Fundamental Dishonesty about Net Neutrality

When it comes to the principle of net neutrality — the idea, essentially, that a packet is a packet is a packet — I’m largely neutral. Along with the political issues involved there are some technological issues that I rarely see discussed enough (and don’t know enough about to render a judgment) so I really don’t have an opinion one way or another.

Unfortunately, what I have noticed is that some advocates of net neutrality are intentionally distorting the issues at stake. Craig Newmark does just that in a Wall Street Journal debate with Mike McCurry. The claim goes something like this — what the industry wants to do is slow down connections from certain companies unless they pay a fee to large bandwidth providers. In Newmark’s version,

Do you believe Yahoo should be allowed to outbid Google to slow down Google on people’s computers? That’s the kind of thing that the big guys are proposing.

But Newmark debunks this idiocy just a bit later. The source for this is a Bellsouth exec,

FYI, Bellsouth guys have admitted that they don’t intend to play fair [according to a December 2005 Washington Post article]: “William L. Smith, chief technology officer for Atlanta-based BellSouth Corp., told reporters and analysts that an Internet service provider such as his firm should be able, for example, to charge Yahoo Inc. for the opportunity to have its search site load faster than that of Google Inc.”

But paying for my site to load faster is not the same thing as slowing down the speed of everyone else’s site. Rather, what telcos are proposing to do is essentially leave the existing Internet as it is and build a parallel system with higher bandwidth and lower latency and charge companies for traffic to be carried on this network.

Such a system already exists to some extent for those of us with access to Internet 2 connections, with the main difference being that I2 doesn’t charge, say, Youtube, for any of its traffic that finds its way over I2.

Is building such a separate network a good idea? Should companies be allowed to charge additional fees for data that traverses that separate network? I don’t know. But that is not the same thing as believing that “Yahoo should be allowed to outbid Google to slow down Google on people’s computers”.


*Problem:*
Go through the entries below and copy every line that holds the word "dense".

*Extracted material:*
++++++

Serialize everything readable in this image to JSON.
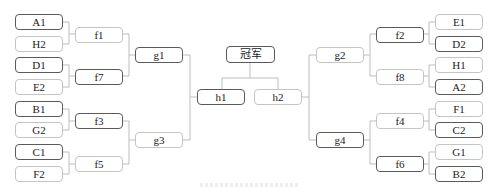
{
  "diagram": {
    "type": "tournament-bracket",
    "champion": "冠军",
    "left": {
      "round1": [
        "A1",
        "H2",
        "D1",
        "E2",
        "B1",
        "G2",
        "C1",
        "F2"
      ],
      "round2": [
        "f1",
        "f7",
        "f3",
        "f5"
      ],
      "round3": [
        "g1",
        "g3"
      ],
      "semifinal": "h1"
    },
    "right": {
      "round1": [
        "E1",
        "D2",
        "H1",
        "A2",
        "F1",
        "C2",
        "G1",
        "B2"
      ],
      "round2": [
        "f2",
        "f8",
        "f4",
        "f6"
      ],
      "round3": [
        "g2",
        "g4"
      ],
      "semifinal": "h2"
    },
    "colors": {
      "dark_border": "#5a5a5a",
      "light_border": "#c4c4c4",
      "connector": "#bdbdbd"
    }
  }
}
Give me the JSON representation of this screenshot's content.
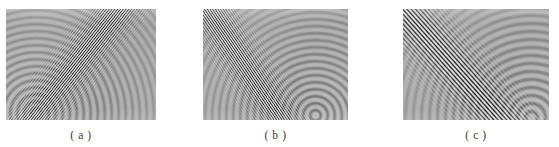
{
  "figure": {
    "background_color": "#ffffff",
    "panel_base_gray": "#a8a8a8",
    "fringe_dark_color": "#1e1e1e",
    "fringe_light_color": "#e8e8e8",
    "caption_color": "#3a3a3a",
    "panel_count": 3
  },
  "panels": [
    {
      "id": "panel-a",
      "caption": "( a )",
      "x": 6,
      "y": 9,
      "width": 150,
      "height": 111,
      "band_direction": "lower-left-to-upper-right",
      "band_angle_deg": 52,
      "fringe_spacing_px": 2.2,
      "band_center_start_x": 28,
      "band_center_end_x": 150,
      "band_half_width": 20,
      "ripple_origin_x": 30,
      "ripple_origin_y": 104,
      "ripple_spacing_px": 7,
      "description": "dense diagonal fringe band sweeping from lower-left toward upper-right with faint concentric ripples in the upper-left field"
    },
    {
      "id": "panel-b",
      "caption": "( b )",
      "x": 203,
      "y": 9,
      "width": 145,
      "height": 111,
      "band_direction": "upper-left-to-lower-right",
      "band_angle_deg": -56,
      "fringe_spacing_px": 2.2,
      "band_center_start_x": 6,
      "band_center_end_x": 110,
      "band_half_width": 19,
      "ripple_origin_x": 112,
      "ripple_origin_y": 106,
      "ripple_spacing_px": 7,
      "description": "dense diagonal fringe band sweeping from upper-left toward lower-right with concentric ripples spreading to the right field"
    },
    {
      "id": "panel-c",
      "caption": "( c )",
      "x": 403,
      "y": 9,
      "width": 146,
      "height": 111,
      "band_direction": "upper-left-to-lower-right",
      "band_angle_deg": -48,
      "fringe_spacing_px": 3.2,
      "band_center_start_x": 2,
      "band_center_end_x": 124,
      "band_half_width": 24,
      "ripple_origin_x": 128,
      "ripple_origin_y": 108,
      "ripple_spacing_px": 8,
      "description": "coarser widely spaced diagonal fringe band from upper-left to lower-right with strong concentric ripples filling the right field"
    }
  ],
  "caption_y_offset": 119
}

++++++

*Exercise output:*
      "description": "dense diagonal fringe band sweeping from lower-left toward upper-right with faint concentric ripples in the upper-left field"
      "description": "dense diagonal fringe band sweeping from upper-left toward lower-right with concentric ripples spreading to the right field"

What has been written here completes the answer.